Houston Drive # |
Initial Field Position |
Yardage Gained |
Result |
1 |
Hou 24 |
16 |
Punt |
2 |
Hou 25 |
26 |
Punt |
3 |
Hou 20 |
-1 |
Punt |
4 |
Utah 29* |
28 |
TOD |
5 |
Utah 23** |
23 |
Touchdown |
6 |
Hou 28 |
13 |
Punt |
7 |
Hou 34 |
-2 |
Halftime |
8 |
Hou 39 |
58 |
TOD |
9 |
Hou 40 |
-14 |
Punt |
10 |
Hou 19 |
24 |
Interception |
11 |
Hou 25 |
-1 |
Punt |
12 |
Hou 15 |
85 |
TD |
13 |
Hou 25 |
9 |
Punt |
14 |
Hou 46*** |
29 |
Field Goal |
Houston had the one solid drive (#12), but were otherwise basically reliant on being gifted great field position through a Fumble*, a net 21 yard punt after a terrible offensive showing***, and an interception ***.
Even their best drives relied on a 4th and 7 conversion (#12 when they got 85 yards) or a single big play (54 yard run in their 58 yard drive - #8).
The Utah defense generally held them to 30 yards or fewer.

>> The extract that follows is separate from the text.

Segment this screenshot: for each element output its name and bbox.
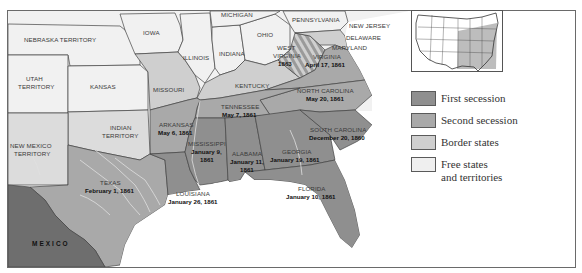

But that wasn't enough because the Utah offense kept giving Houston short fields .
They also got a lot more drives simply because Utah couldn't keep the ball. Against Kansas, for example, Houston only scored 14 points... But did so in 10 drives, for 1.4 points per drive.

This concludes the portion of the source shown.